On 21/08/2018 19:04, Olaf van der Spek wrote:
IMO dynamic libs make sense if they're managed by the system, if you have to distribute / install them yourself chances are they're not going to be shared anyway.
If your application consists of multiple separate executable binaries, then you might still want to distribute a library that they all share dynamically, even if it's private. And it is still possible to install libraries system-wide, although that tends to be more frowned on nowadays due to long years of people doing it wrong and installing something that breaks other applications.
Full static, or something that's not easily possible today (AFAIK), building the library files directly as part of your project, ensures you always link to the same code and in the latter case ensures the lib is build with exactly the same settings as your project. The latter is like header-only libs..
Yes, although the latter often brings its own headaches with the build environment (include paths and defined symbols, mostly), which is probably why it's not done as often. And also people often want to be able to compile a library once and then just use it rather than having to recompile it periodically.
Static CRT is mostly (only?) an issue on Windows isn't it? If only MS / Windows itself would take care of installing it.
I think you have some wires crossed. The static CRT is compiled into an application, so by definition doesn't require installation at all. And the dynamic CRT is already installed as part of Windows -- every Windows version always includes all the previously-released CRTs bundled into it. But until they invent a handy time machine, they can't bundle the runtimes that are released after the OS is released. Sometimes they get included in Windows Update, sometimes not (traditionally only security fixes were included, not general feature releases). But in general if you're releasing some software that uses a runtime newer than the oldest version of Windows you're expecting it to run on, then you need to include the runtime in your installer, just in case. Or use the static CRT instead. This is not a Windows-only issue either -- it's just more common to use the latest Windows dev tools than it is to use the latest gcc/clang/stdlib on Linux, since the latter require complex building from source. And then if you do that you would again either have to use the static runtime or distribute a dynamic runtime along with your binary if you expect it to be able to run on a system that only has the older runtime installed. (Again, Linux seems less prone to this in general only due to the culture of compiling from source rather than distributing binaries, unless using binaries precompiled and distributed by the system vendor.) This is getting a bit off-topic anyway.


TASK = Return the lines of the data below, from the one containing "Locate 'footwear' using" through the very last, exactly and with both ends included; no pictures.

RECORDED DATA =

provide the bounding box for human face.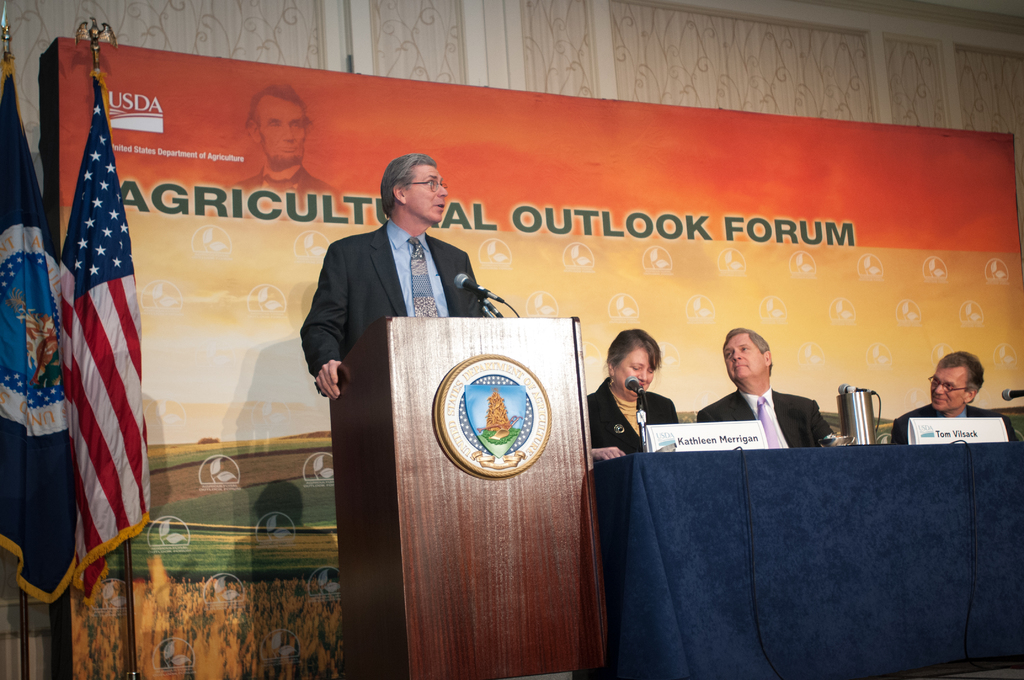
x1=610 y1=341 x2=650 y2=404.
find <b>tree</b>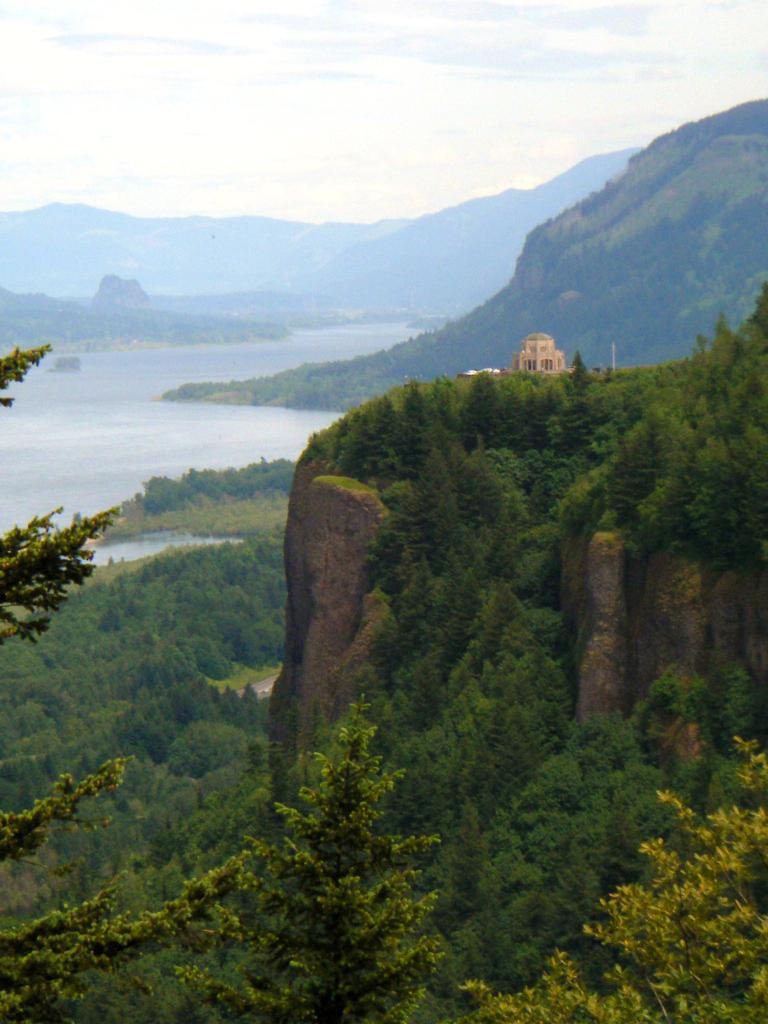
(0,340,118,652)
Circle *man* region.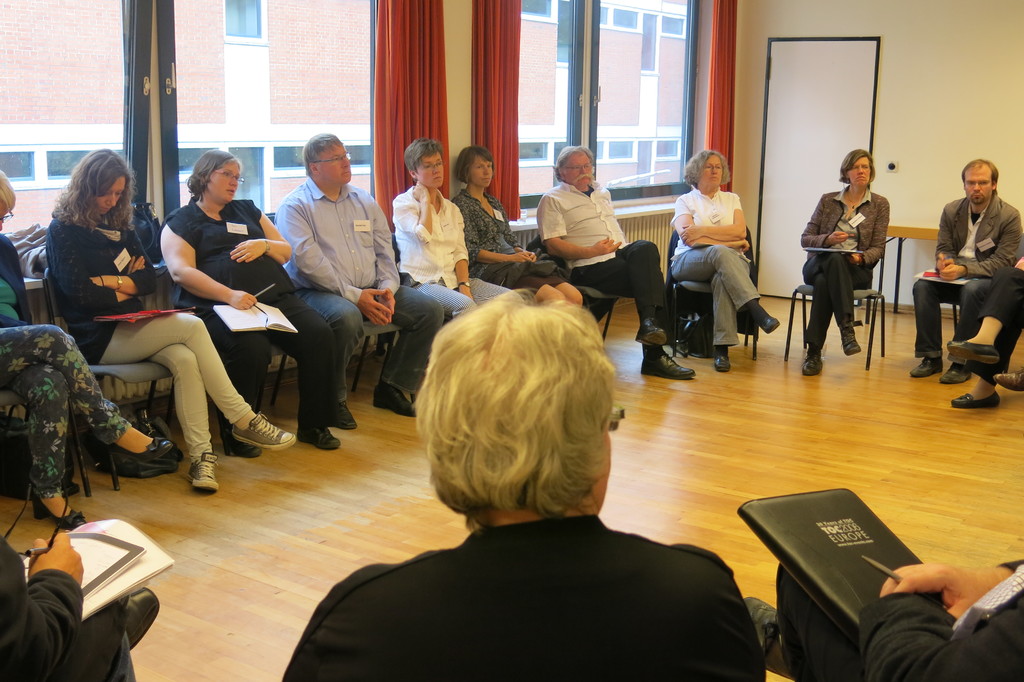
Region: 932/155/1017/389.
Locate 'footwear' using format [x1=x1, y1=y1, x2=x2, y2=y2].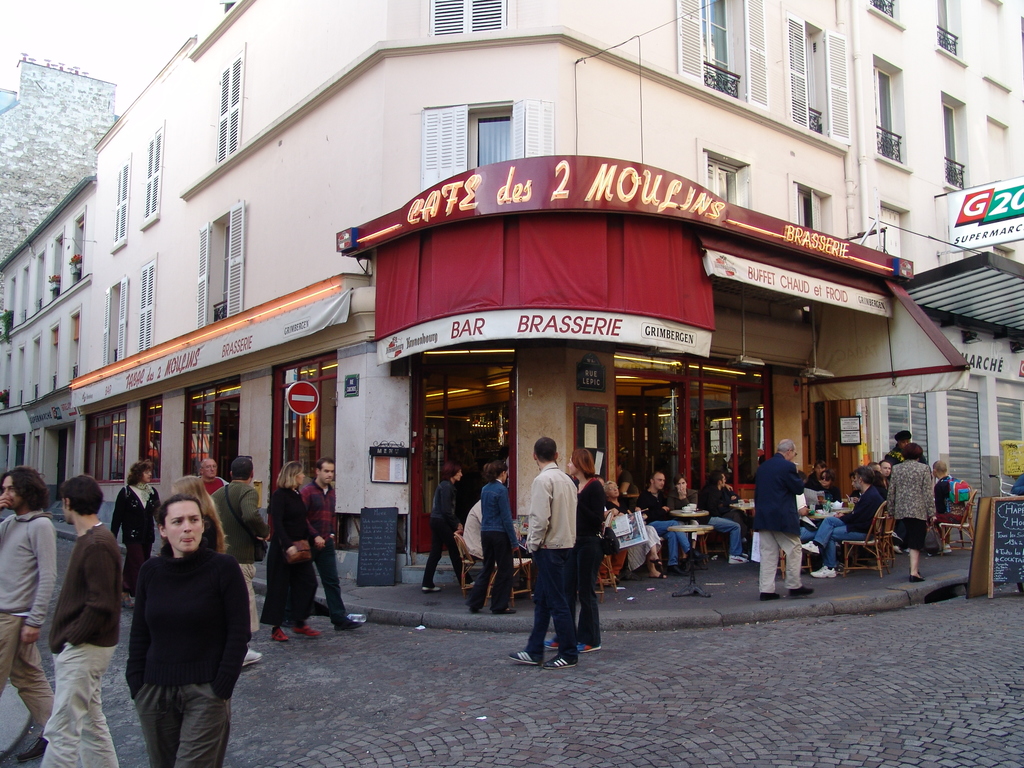
[x1=120, y1=589, x2=135, y2=612].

RESPONSE BOX =
Locate 'footwear' using format [x1=x1, y1=y1, x2=x2, y2=y2].
[x1=120, y1=589, x2=135, y2=612].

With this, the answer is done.